In an era where password losses and cyber hacking is more prevalent than ever, the Pulse Wallet could make your handprint a key.
Is there anything quite as untrustworthy as the modern password? The sign up screen on a site tells us to ‘use something memorable’ and for us to be sure to ‘include a mixture of symbols and numbers for added safety!’ and so we do. But computers are smarter than our password creating brain sectors ever could be and are able to crack just about any amalgamation of our mother’s maiden names and our dates of birth if you input the relevant data and give it about 5 minutes (though even 30 seconds of computing time would be generous). What computers and real life hackers can’t do easily, however is replicate your hands entire structure, veins, vessels, prints and all, which is why the newly announced ‘Pulse Wallet’ could be one of the safest locking methods around.
Shown off at CES 2014, the Pulse Wallet works by using an infrared camera to scan not your prints (e.g the fingerprint of your palm) but your actual vein pattern. A vein pattern, unlike a fingerprint, is much harder to copy as the infrared camera isn’t analysing anything above the surface, it’s looking for what’s under your skin and therefore without some serious study or some almost unimaginably intelligent technology, it would be difficult to copy.
The likelihood of seeing the Pulse Wallet in stores and banks around the world is quite a high one as it’s already in use in cash machines in Brazil and Japan meaning that while they might be well ahead of the curve, there’s every chance that the rest of the world’s pin code protected devices might not be far behind.
We’ll keep you posted once we know more.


What the exercise asks - Your answer should consist of every line from the records that holds the string "position".

Data entries:
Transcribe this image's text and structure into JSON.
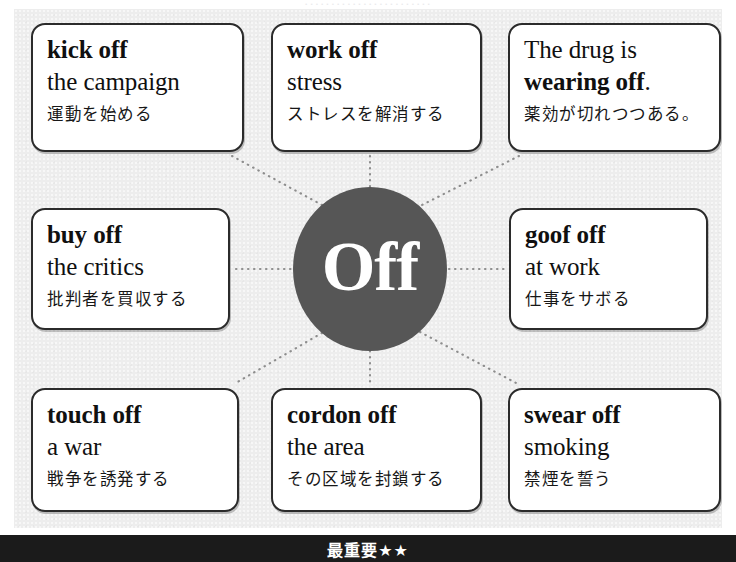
{
  "diagram": {
    "type": "mind-map",
    "hub_label": "Off",
    "hub_color": "#565656",
    "panel_color": "#ededed",
    "card_border_color": "#2b2b2b",
    "connector_style": "dotted",
    "top_cutoff_text": "························"
  },
  "cards": [
    {
      "id": "kick-off",
      "headword": "kick off",
      "headword_bold": true,
      "complement": "the campaign",
      "complement_bold": false,
      "japanese": "運動を始める",
      "position": "top-left"
    },
    {
      "id": "work-off",
      "headword": "work off",
      "headword_bold": true,
      "complement": "stress",
      "complement_bold": false,
      "japanese": "ストレスを解消する",
      "position": "top-center"
    },
    {
      "id": "wearing-off",
      "headword": "The drug is",
      "headword_bold": false,
      "complement": "wearing off",
      "complement_bold": true,
      "complement_suffix": ".",
      "japanese": "薬効が切れつつある。",
      "position": "top-right"
    },
    {
      "id": "buy-off",
      "headword": "buy off",
      "headword_bold": true,
      "complement": "the critics",
      "complement_bold": false,
      "japanese": "批判者を買収する",
      "position": "middle-left"
    },
    {
      "id": "goof-off",
      "headword": "goof off",
      "headword_bold": true,
      "complement": "at work",
      "complement_bold": false,
      "japanese": "仕事をサボる",
      "position": "middle-right"
    },
    {
      "id": "touch-off",
      "headword": "touch off",
      "headword_bold": true,
      "complement": "a war",
      "complement_bold": false,
      "japanese": "戦争を誘発する",
      "position": "bottom-left"
    },
    {
      "id": "cordon-off",
      "headword": "cordon off",
      "headword_bold": true,
      "complement": "the area",
      "complement_bold": false,
      "japanese": "その区域を封鎖する",
      "position": "bottom-center"
    },
    {
      "id": "swear-off",
      "headword": "swear off",
      "headword_bold": true,
      "complement": "smoking",
      "complement_bold": false,
      "japanese": "禁煙を誓う",
      "position": "bottom-right"
    }
  ],
  "footer": {
    "label": "最重要★★",
    "background": "#1b1b1b",
    "text_color": "#ffffff"
  }
}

Written solution -
      "position": "top-left"
      "position": "top-center"
      "position": "top-right"
      "position": "middle-left"
      "position": "middle-right"
      "position": "bottom-left"
      "position": "bottom-center"
      "position": "bottom-right"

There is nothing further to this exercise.